THE Workplace

Workplace design is a major industry with implications to clients of worker productivity, retention, and happiness. Workplace design styles have been heavily influenced by research-based guidelines that have taken many different theoretical perspectives in the past but have been dominated by Positivistic and Reductionistic thinking. I have been working on how to incorporate holism as a way forward in research-based design for workplaces. I believe that the nature of workplaces in a Post-COVID, Globalized and Digitized world requires holistic perspectives for design. First, to understand where workplace design is going, we need to outline the origins of workplace design, Fedrick W. Taylor.

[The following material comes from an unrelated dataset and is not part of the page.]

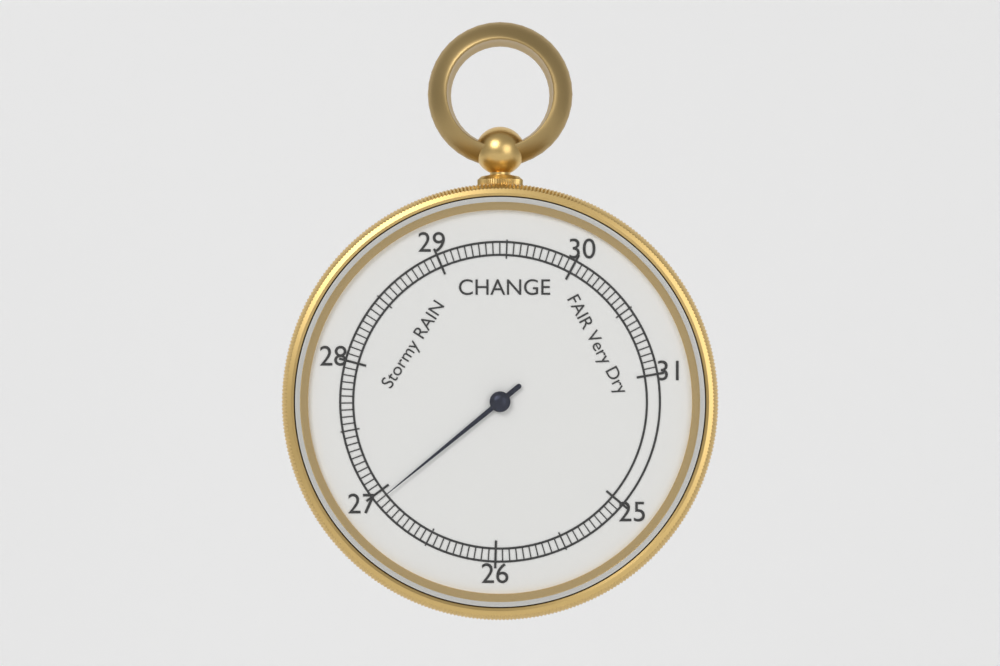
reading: 26.95 inHg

History of Workplace Design

As long as people have been around, they have created workspace to carry out tasks. These workspaces have often been dictated by the economic age and activity taking place. Figure 1 outlines how societal orders have impacted workplaces. Starting in preindustrial times, the first workplaces were the people using the land to do sustainable farming and gathering. The modes of work changed over time with economic advancement, but as people began to create settlements and live as collectives, it allowed for the specialization of economic activity by trading with your neighbor. As soon as trade begins to exist, economic forces can influence human behavior and workplace design. People with specialized skills could create cottage industries that would provide services to neighbors, and the neighbors would be able to provide services for trade. Specialization led to the first workshops, where creations could be made more precisely than working in ad-hoc ways. Once the network of trade routes could be formed between organized settlements, complex production systems could be created with specialized workers creating components for high orders goods. This led to industrialization and the industrial revolution, which quickly reinvented all work with factories, etc.